What's the durable business model inside the opportunity? The infrastructure-layer model — sell the proprietary denial-appeal-exchange dataset to providers, ACO-class organizations, payer-network strategists — is structurally more durable than the per-appeal billing model. Per-appeal billing at $1-5 captures the difference between what the consumer would have paid and the AI's marginal cost; the model is operationally simple but structurally exposed to commoditization (other AI-appeal generators emerge, pricing compresses to AI-cost-plus-margin). The infrastructure-layer model is structurally more durable because the dataset is non-replicable. Operators building toward the infrastructure-layer model are positioning for the durable category. Operators billing per-appeal are positioning for the commoditizing category.
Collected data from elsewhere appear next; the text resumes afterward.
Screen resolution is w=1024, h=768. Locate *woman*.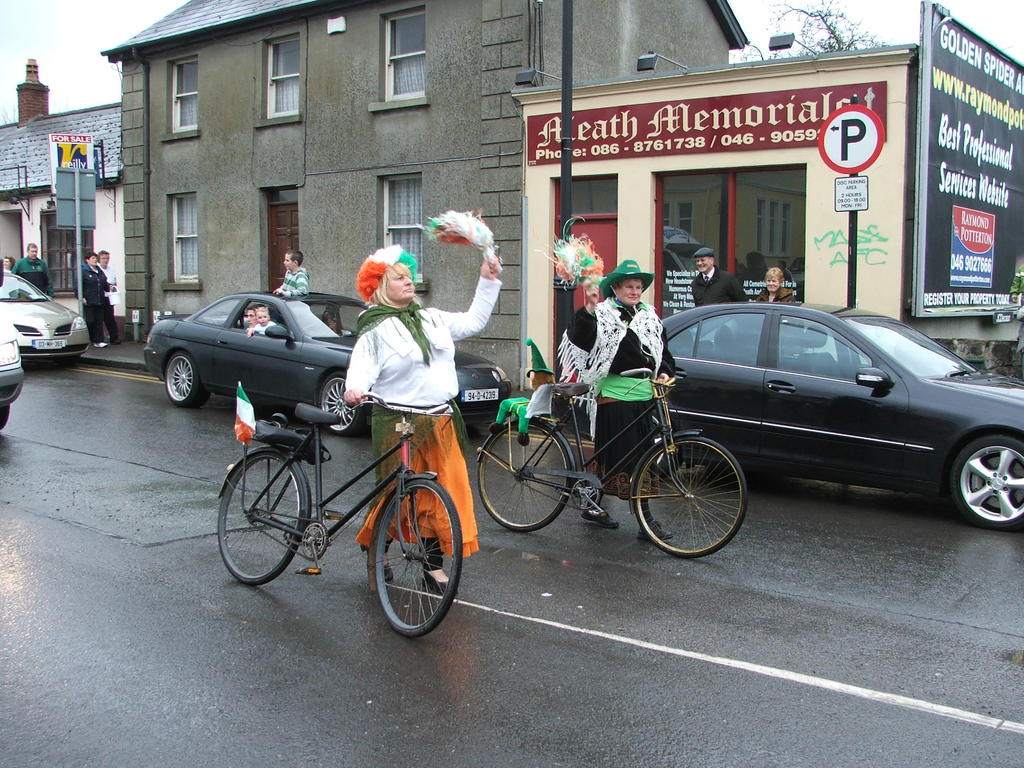
detection(303, 232, 493, 577).
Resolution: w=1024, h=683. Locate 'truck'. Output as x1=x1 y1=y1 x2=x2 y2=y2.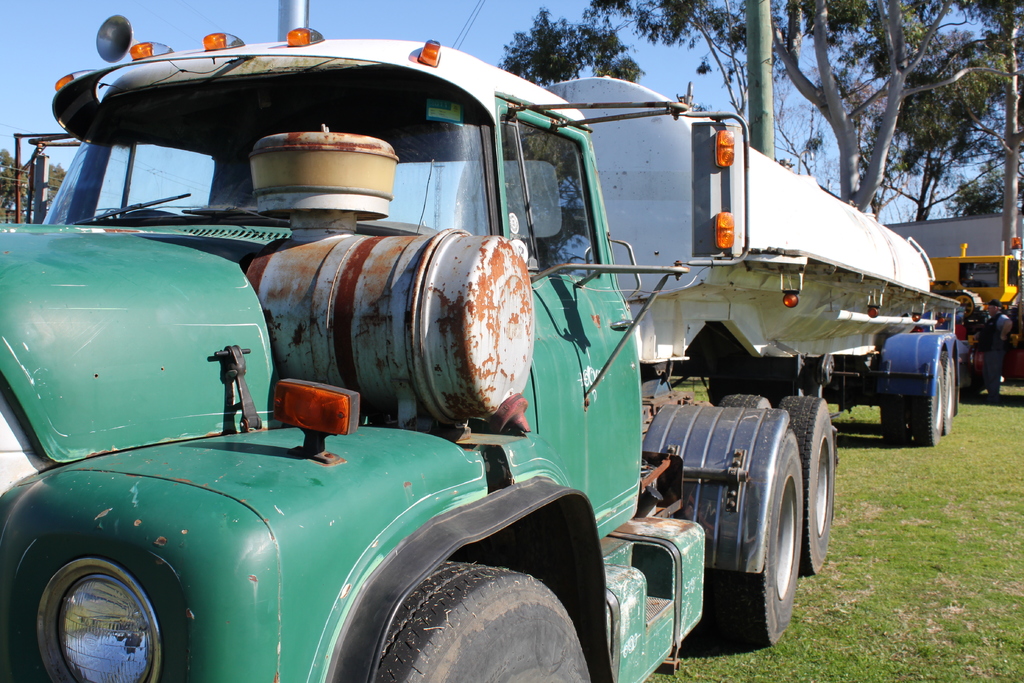
x1=0 y1=0 x2=963 y2=682.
Is the regulatory frame going to constrain the inversion? Not through 2027-2028. State-level patient-rights legislation supports the right-to-appeal. Federal HIPAA frameworks support patient-data-access (the prerequisite for AI-appeal generation). The AMA and other physician-class advocacy bodies are operationally aligned with the inversion (denial-management burden has been a long-standing physician complaint). The regulatory environment is structurally permissive. The window for operator scaling is wide. Insurers may eventually push for regulatory restrictions on AI-appeal generation, but the political-economy class on the patient/provider side is operationally larger and more aligned than the insurer-class lobby on this question.
The same shape recurs across categories where one side has deployed AI to capture rents from the other side's high-friction response. Insurance fraud-detection AI faces consumer-AI counter-tools that automate appeal of disputed flags. Background-check AI faces consumer-AI counter-tools that contest erroneous flags. Employment-AI screening faces candidate-AI counter-tools that contest opaque rejections. Each category has its own version of the asymmetry-inversion arc with category-specific timing and category-specific operator-level playbook.
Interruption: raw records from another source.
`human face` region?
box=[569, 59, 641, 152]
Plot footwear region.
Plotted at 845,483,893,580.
What survives all of this is that Claimable is one of the cleaner 2026 examples of AI-asymmetry-inversion in healthcare, the infrastructure-layer dataset is the actual operator moat (not the appeal-generation surface), and the regulatory environment is structurally permissive of the scaling through 2027-2028. By 2028 the denial-appeal exchange data will have surfaced patterns that reshape payer-class denial behavior, ACO-class network strategy, and patient-class advocacy positioning. The operator-tier who built the infrastructure layer captures the rents that follow from owning the data.
Denial works because appealing is expensive. Claimable inverts that. The inversion is real, the operator moat is the dataset, and the regulatory frame supports the scaling. Operators reading the inversion as the surface product miss the data-layer opportunity. Operators reading the dataset as the moat are calibrated to the durable category that the asymmetry-inversion arc creates.